[Python-Dev] Resource leaks warnings

Brett Cannon brett at python.org
Wed Sep 29 18:31:44 CEST 2010


On Wed, Sep 29, 2010 at 05:42, Antoine Pitrou <solipsis at pitrou.net> wrote:
>
> Le mercredi 29 septembre 2010 à 07:27 -0500, Benjamin Peterson a écrit :
>> >
>> > I would like to piggy-back on this discussion to suggest further
>> > warnings (either by default, or switchable).
>> >
>> > One feature I've often considered would be to add a warning in FileIO
>> > and socket dealloc if these objects haven't been closed explicitly. In
>> > most situations, relying on garbage collection to shutdown OS resources
>> > (here, file descriptors) is something we like to discourage.
>> > Furthermore, it can produce real bugs, especially under Windows when
>> > coupled with refererence cycles created by traceback objects (the
>> > random test_tarfile failures on the Windows buildbots were a symptom of
>> > that; their cause would have been obvious with such warnings).
>> >
>> > What do you think?
>>
>> It seems like a slippery slope. Sometimes you really don't care like
>> when you're just hacking together a quick script.
>
> Isn't the "with" statement appropriate in these cases?

Yes, which is why I suspect people saying they don't bother have been
programming Python for a while and are not in the habit yet of using a
'with' statement. The amount of extra typing compared to inlining a
call is minimal.

>
> My assumption is/was that the benefit of warning against leaks in real
> applications (or even - sigh - the standard library) would outweigh the
> inconvenience when hacking together a quick script.

Does everyone here run all their code under py-debug? If not then I
say switch it on when py-debug is on so that we at least detect the
leaks in the stdlib without having to think about it.

>
> But if it doesn't, what about enabling it with a command-line switch?

Sure, but I say always turn it on under py-debug.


● WHAT IS REQUIRED
Transcribe exactly, and without pictures, only the lines from the one bearing "The image size is (1045, 373)." through the final line of the data below.

Collected data
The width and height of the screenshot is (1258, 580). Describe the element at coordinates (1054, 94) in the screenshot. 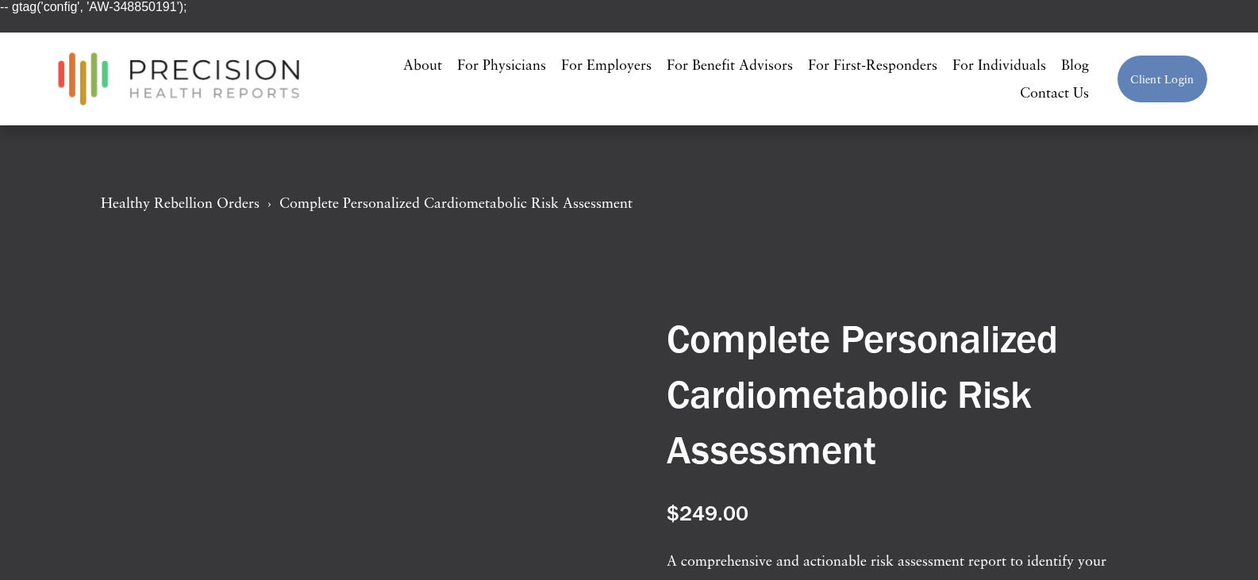

I see `a: Contact Us` at that location.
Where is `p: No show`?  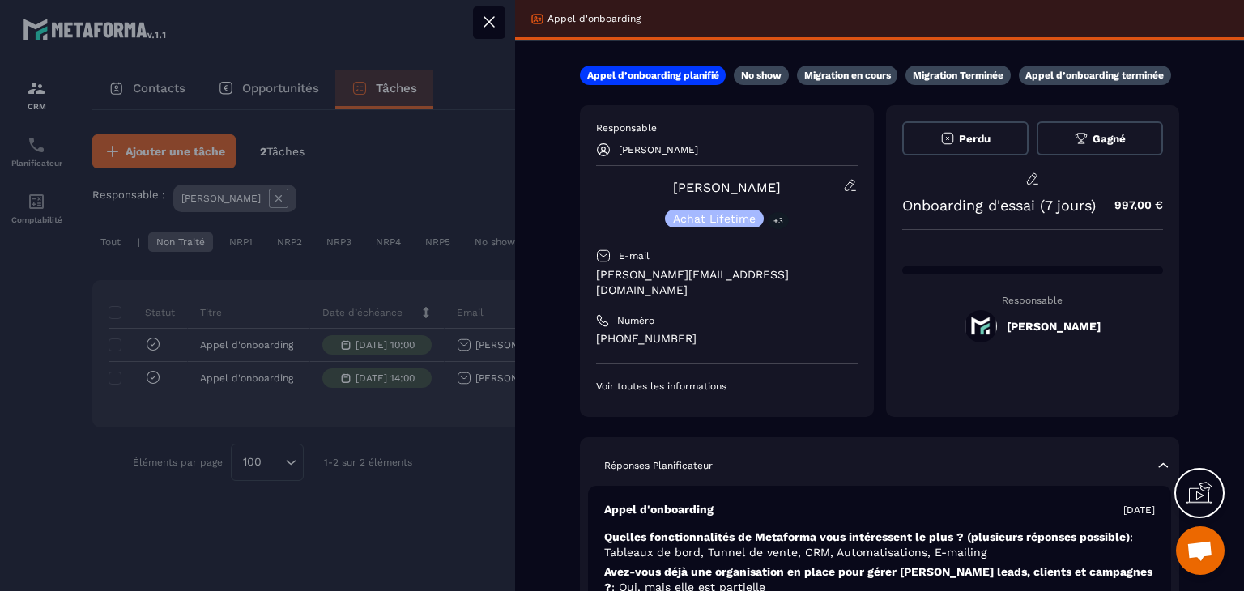
p: No show is located at coordinates (761, 75).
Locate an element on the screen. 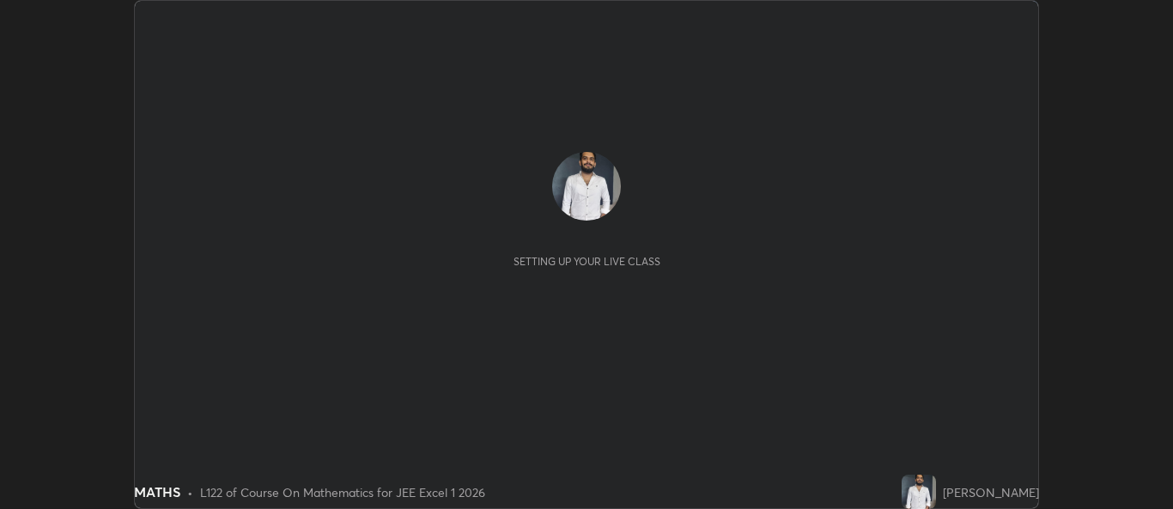  div: L122 of Course On Mathematics for JEE Excel 1 2026 is located at coordinates (343, 492).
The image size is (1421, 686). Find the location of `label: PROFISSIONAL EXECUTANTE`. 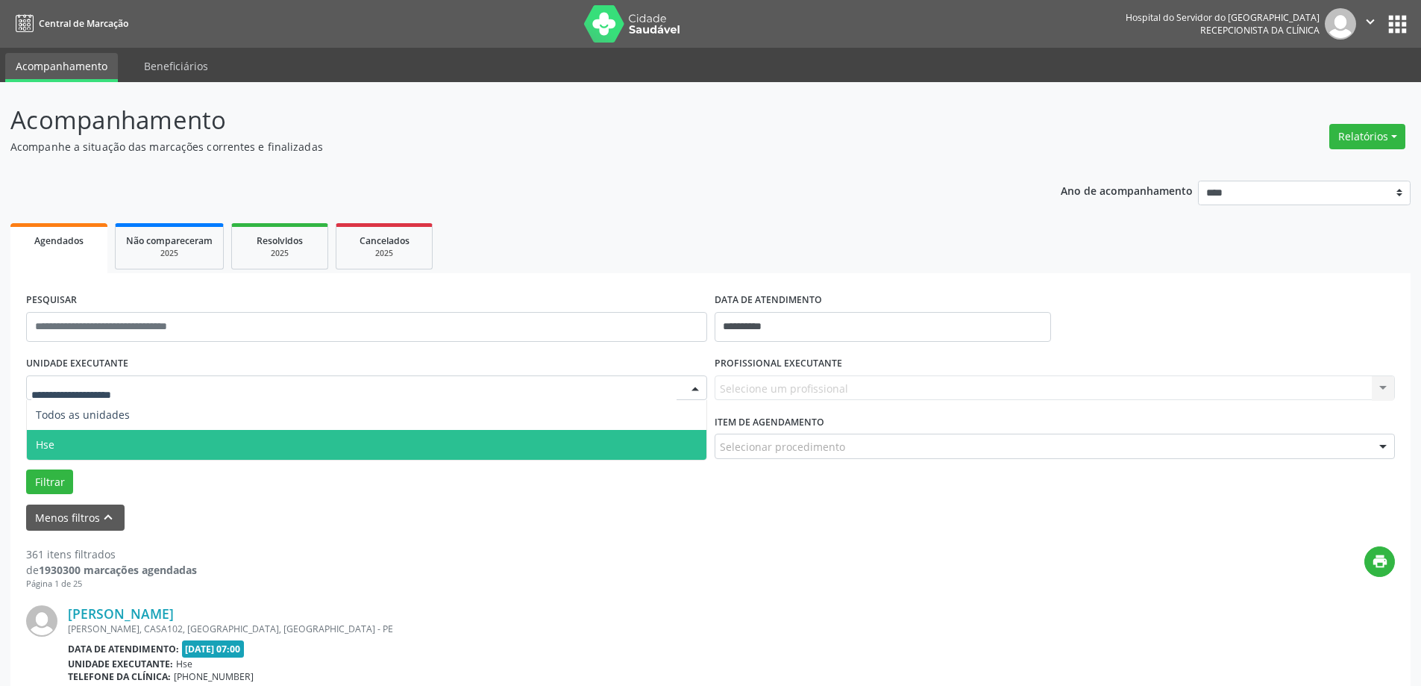

label: PROFISSIONAL EXECUTANTE is located at coordinates (778, 363).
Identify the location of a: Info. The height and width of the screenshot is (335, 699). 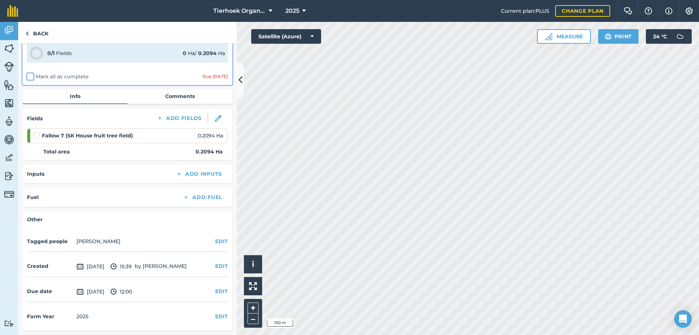
(75, 96).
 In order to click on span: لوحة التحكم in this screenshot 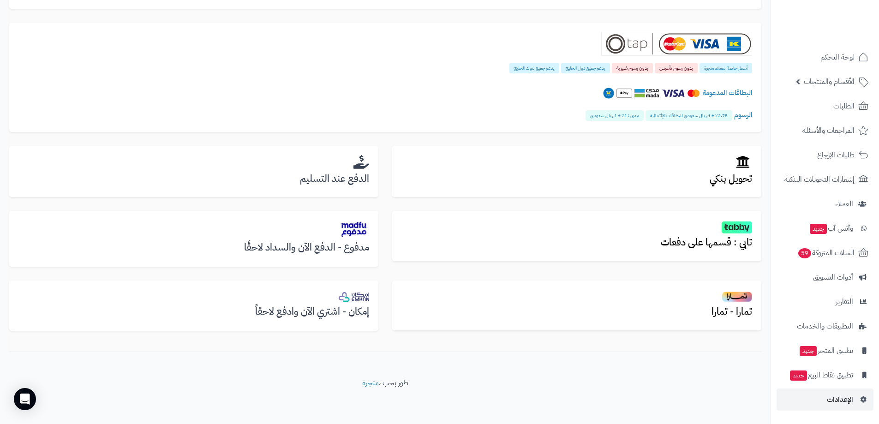, I will do `click(838, 57)`.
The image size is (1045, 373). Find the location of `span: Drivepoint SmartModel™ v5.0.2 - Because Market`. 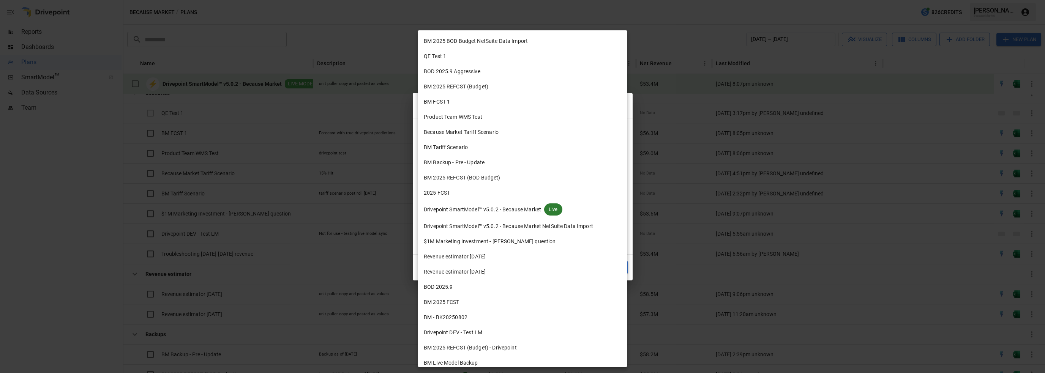

span: Drivepoint SmartModel™ v5.0.2 - Because Market is located at coordinates (482, 210).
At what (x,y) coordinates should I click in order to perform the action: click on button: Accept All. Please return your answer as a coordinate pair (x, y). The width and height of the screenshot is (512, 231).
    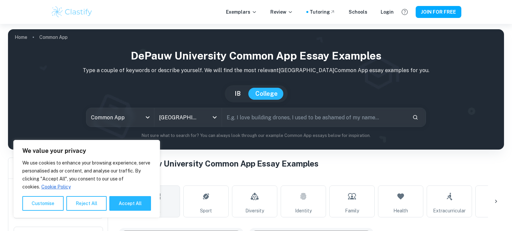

● EXERCISE OUTPUT
The image size is (1045, 373). Find the location of `span: Drivepoint SmartModel™ v5.0.2 - Because Market`. 

span: Drivepoint SmartModel™ v5.0.2 - Because Market is located at coordinates (482, 210).
At what (x,y) coordinates should I click in order to perform the action: click on button: Accept All. Please return your answer as a coordinate pair (x, y). The width and height of the screenshot is (512, 231).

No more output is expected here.